In some writers it took the form of visualizing ideal states in the future, in some, like Lamb, it took the form of aching nostalgia for the past and its glories which were vanishing, being erased by inexorable time. The love and close affinity with past finds expression in his style. His love of past finds expression in most of his essays where he talks of buildings, places, people and events associated with his own past.

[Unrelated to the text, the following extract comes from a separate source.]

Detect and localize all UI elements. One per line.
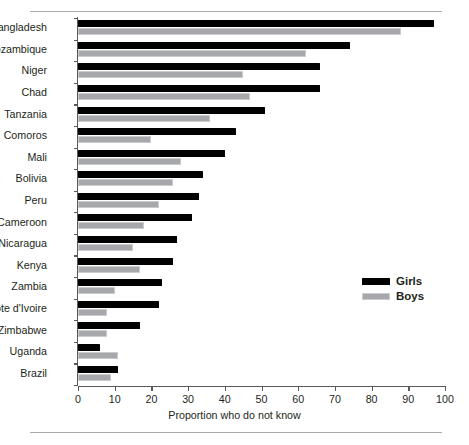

Christs Hospital is almost entirely built out of the memories of Lamb. His sense of nostalgia is most prominent in this essay, as he recounts his childhood experiences and his childhood life at his school, Christs Hospital, though under the assumed persona of Coleridge. He at the outset reveals his rather privileged status in comparison to his schoolmates, by virtue of his acquaintances, which he admits being ashamed of. Lamb reveals the tyrannical rule of the monitors, who used to punish the youngest students for any offence that had been committed by others, which included staying far away from fire during winter and not being allowed to drink water during summer and exposes the cool impunity with which the nurses used to take the food reserved for the children. He further recalls the cruel punishments meted out to the offenders, which included solitary confinements in rooms Lamb compares with the cells of a lunatic asylum, and a virtual ceremony of flogging, which Lamb compares to a ceremony in which heretics were burnt alive, that is, an auto da fe. Lamb speaks fondly of his master Matthew Field and longingly reminisces his time in the Lower Grammar School. Field was in no way strict, and did not coerce the students into reading ancient classics. He was a gentleman who generally engaged in gay parties. As a result, the boys used to spend their time indulging in mechanical or scientific operations, or making sun dials, or weaving cat-cradles and hundred other devices. The Upper grammar school, of which James Boyer was the master, presented an absolute contrasting image. The master himself epitomized the class, with his angry temperament, and penchant for flogging students. The students battered their brains over Xenophon and Plato and Terence. However, Lamb celebrates Boyer as being a great instructor under whom many pupils became Grecians and became renowned for the successes they enjoyed in their lives.